1570s, from medical Latin diastole, from Greek diastole "drawing asunder, dilation," from diastellein, from dia- "through, thoroughly, entirely" (see dia-) + stellein "to set in order, arrange, array, equip, make ready," from PIE *stel-yo-, suffixed form of root *stel- "to put, stand," with derivatives referring to a standing object or place (see stall (n.1)).

Wiktionary
diastole

n. 1 (context chiefly uncountable physiology English) The phase or process of relaxation and dilation of the heart chambers, between contractions, during which they fill with blood; an instance of the process. 2 (context uncountable prosody English) The lengthening of a vowel or syllable beyond its typical length. 3 (context Greek grammar English) (altname: hypodiastole), a textual or punctuation mark formerly used to disambiguate homonyms in Greek.

WordNet
diastole

n. the widening of the chambers of the heart between two contractions when the chambers fill with blood

Wikipedia
Diastole

Diastole is the part of the cardiac cycle when the heart refills with blood following systole (contraction). Ventricular diastole is the period during which the ventricles are filling and relaxing, while atrial diastole is the period during which the atria are relaxing. The term diastole originates from the Greek word διαστολη, meaning dilation. Diastole is closely related to the phenomenon of recoil within ballistics.

Diastole (gastropod)

Diastole is a genus of air-breathing land snails or semi- slugs, terrestrial pulmonate gastropod mollusks in the family Helicarionidae.

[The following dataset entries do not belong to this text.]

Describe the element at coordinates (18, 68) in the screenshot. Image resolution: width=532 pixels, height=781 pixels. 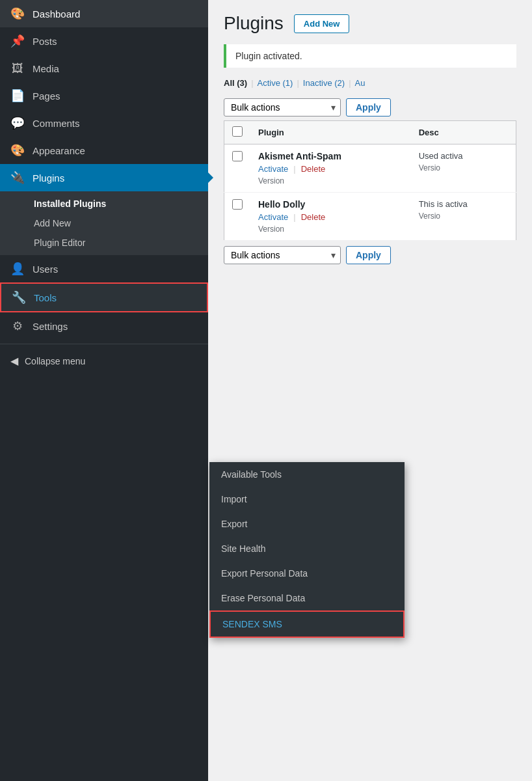
I see `media-icon: 🖼` at that location.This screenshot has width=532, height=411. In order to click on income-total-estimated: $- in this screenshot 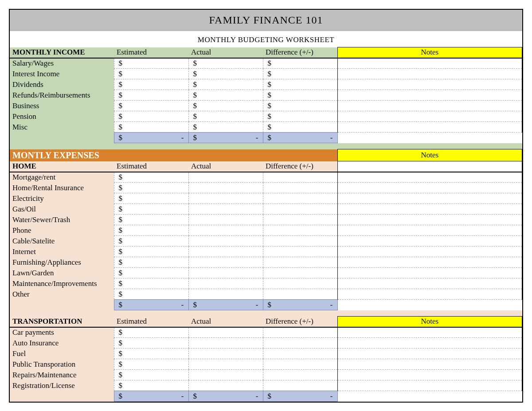, I will do `click(151, 138)`.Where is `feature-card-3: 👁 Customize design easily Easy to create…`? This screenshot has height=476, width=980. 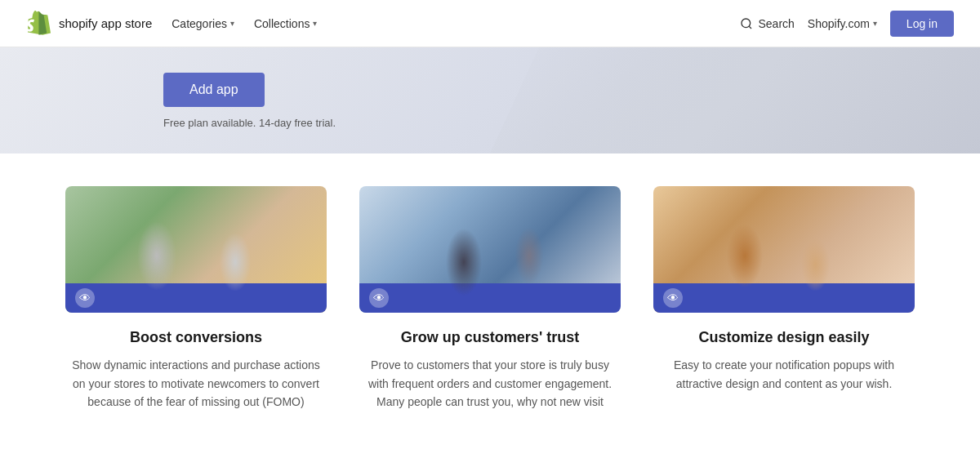 feature-card-3: 👁 Customize design easily Easy to create… is located at coordinates (784, 299).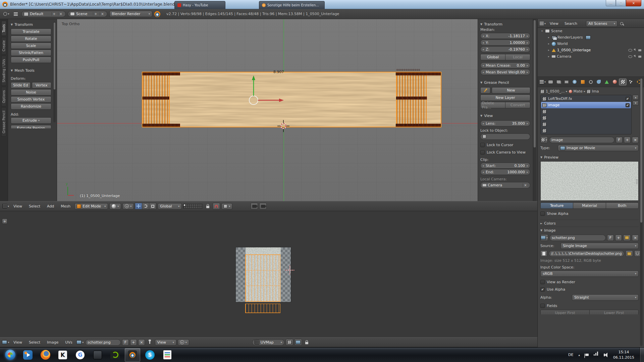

Usage examples of "diastole".

Nature outside man had taught him that life on all levels takes it course in a perpetual interplay of opposites, manifested externally in an interplay of diastole and systole comparable to the process of breathing.

Its watery ventricles were throbbing with the same systole and diastole as when, the blood of twenty years bounding in my own heart, I looked upon their giant mechanism.

So if the system was working correctly, she had reasoned, the onset of the long diastole should have immediately sent the heart monitor outside the expected range and triggered an alarm.